Roger Gard's eloquent defense of the uniqueness of literary experience is both dismissive of film's claims – the “artistic paucity of mere looking” at surfaces – and systematic in enumerating the special gifts of prose – at creating subtlety and perspective, psychological deftness, irony, and a sense of context in time. Gard articulates what most impassioned readers feel after viewing a screen version of a favorite work; appearances may be wonderfully particularized (though at a great loss to imagination and variety), plot may be dutifully unfolded in basic outline, but the essence of what makes the work worthy is lost, or at least, sadly depleted. Professor Gard's stout defense will stand for one pole in the discussions which follow, the high ground of literary sensibility, which many feel can only be approached, not occupied, by cinema.

Type
Chapter
Information
Publisher: Cambridge University Press
Print publication year: 2003

Access options

Get access to the full version of this content by using one of the access options below. (Log in options will check for institutional or personal access.
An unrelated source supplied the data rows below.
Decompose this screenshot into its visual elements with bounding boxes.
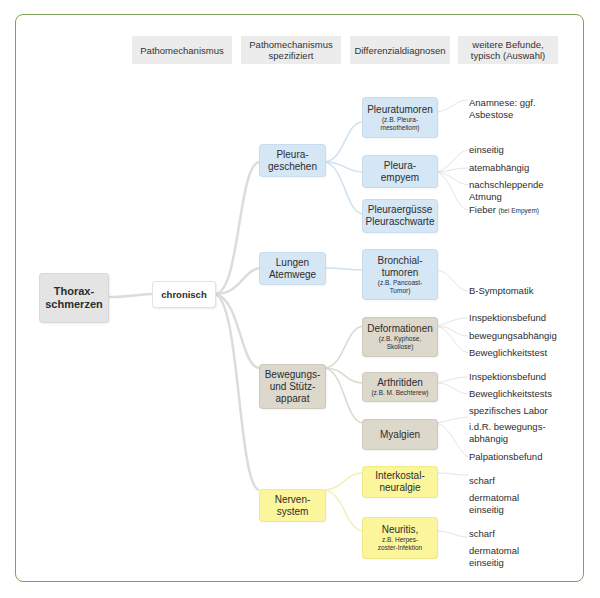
node-chronisch[interactable]: chronisch (153, 282, 215, 307)
diagnosis-label: Interkostal- neuralgie (375, 470, 424, 494)
finding-bewegungsabhaengig-2: i.d.R. bewegungs- abhängig (469, 421, 546, 445)
node-neuritis[interactable]: Neuritis, z.B. Herpes- zoster-Infektion (363, 518, 437, 558)
finding-inspektionsbefund-1: Inspektionsbefund (469, 312, 546, 324)
column-header-differenzialdiagnosen: Differenzialdiagnosen (350, 36, 450, 64)
finding-atemabhaengig: atemabhängig (469, 162, 529, 174)
finding-bewegungsabhaengig: bewegungsabhängig (469, 330, 557, 342)
diagnosis-label: Pleuratumoren (367, 104, 433, 116)
finding-fieber: Fieber (bei Empyem) (469, 204, 539, 217)
diagnosis-sub: (z.B. Kyphose, Skoliose) (379, 335, 421, 351)
column-header-spezifiziert: Pathomechanismus spezifiziert (241, 36, 341, 64)
finding-inspektionsbefund-2: Inspektionsbefund (469, 371, 546, 383)
diagnosis-sub: z.B. Herpes- zoster-Infektion (378, 536, 422, 552)
node-nervensystem[interactable]: Nerven- system (260, 490, 325, 521)
finding-sub: (bei Empyem) (499, 207, 539, 214)
node-lungen-atemwege[interactable]: Lungen Atemwege (260, 253, 325, 284)
finding-dermatomal-2: dermatomal einseitig (469, 545, 519, 569)
column-header-pathomechanismus: Pathomechanismus (132, 36, 232, 64)
finding-palpationsbefund: Palpationsbefund (469, 451, 542, 463)
finding-beweglichkeitstests: Beweglichkeitstests (469, 388, 552, 400)
root-node-thoraxschmerzen[interactable]: Thorax- schmerzen (40, 274, 108, 322)
finding-nachschleppende-atmung: nachschleppende Atmung (469, 179, 543, 203)
finding-einseitig: einseitig (469, 144, 504, 156)
finding-anamnese: Anamnese: ggf. Asbestose (469, 97, 536, 121)
finding-b-symptomatik: B-Symptomatik (469, 285, 533, 297)
node-bronchialtumoren[interactable]: Bronchial- tumoren (z.B. Pancoast- Tumor… (363, 250, 437, 299)
finding-spezifisches-labor: spezifisches Labor (469, 405, 548, 417)
finding-scharf-1: scharf (469, 475, 495, 487)
diagnosis-label: Myalgien (380, 429, 420, 441)
node-deformationen[interactable]: Deformationen (z.B. Kyphose, Skoliose) (363, 318, 437, 356)
node-pleuratumoren[interactable]: Pleuratumoren (z.B. Pleura- mesotheliom) (363, 98, 437, 137)
finding-beweglichkeitstest: Beweglichkeitstest (469, 347, 547, 359)
finding-text: Fieber (469, 204, 496, 215)
node-arthritiden[interactable]: Arthritiden (z.B. M. Bechterew) (363, 373, 437, 401)
finding-scharf-2: scharf (469, 528, 495, 540)
node-pleurageschehen[interactable]: Pleura- geschehen (260, 145, 325, 176)
diagnosis-label: Neuritis, (382, 524, 419, 536)
diagnosis-label: Arthritiden (377, 377, 423, 389)
node-myalgien[interactable]: Myalgien (363, 420, 437, 449)
diagnosis-sub: (z.B. Pancoast- Tumor) (378, 279, 422, 295)
diagnosis-sub: (z.B. Pleura- mesotheliom) (380, 116, 419, 132)
diagnosis-label: Pleuraergüsse Pleuraschwarte (366, 204, 435, 228)
node-interkostalneuralgie[interactable]: Interkostal- neuralgie (363, 467, 437, 497)
diagnosis-label: Deformationen (367, 323, 433, 335)
diagnosis-sub: (z.B. M. Bechterew) (371, 389, 428, 397)
node-pleuraergusse[interactable]: Pleuraergüsse Pleuraschwarte (363, 200, 437, 232)
diagnosis-label: Pleura- empyem (381, 160, 419, 184)
node-bewegungsapparat[interactable]: Bewegungs- und Stütz- apparat (260, 365, 325, 408)
node-pleuraempyem[interactable]: Pleura- empyem (363, 156, 437, 187)
column-header-befunde: weitere Befunde, typisch (Auswahl) (458, 36, 558, 64)
diagnosis-label: Bronchial- tumoren (377, 255, 422, 279)
finding-dermatomal-1: dermatomal einseitig (469, 492, 519, 516)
Content may require purchase if you do not have access.)

Save book to Kindle

To save this book to your Kindle, first ensure coreplatform@cambridge.org is added to your Approved Personal Document E-mail List under your Personal Document Settings on the Manage Your Content and Devices page of your Amazon account. Then enter the ‘name’ part of your Kindle email address below. Find out more about saving to your Kindle.

Note you can select to save to either the @free.kindle.com or @kindle.com variations. ‘@free.kindle.com’ emails are free but can only be saved to your device when it is connected to wi-fi. ‘@kindle.com’ emails can be delivered even when you are not connected to wi-fi, but note that service fees apply.

Find out more about the Kindle Personal Document Service.

Available formats
×

Save book to Dropbox

To save content items to your account, please confirm that you agree to abide by our usage policies. If this is the first time you use this feature, you will be asked to authorise Cambridge Core to connect with your account. Find out more about saving content to Dropbox.

Available formats
×

Save book to Google Drive

To save content items to your account, please confirm that you agree to abide by our usage policies. If this is the first time you use this feature, you will be asked to authorise Cambridge Core to connect with your account. Find out more about saving content to Google Drive.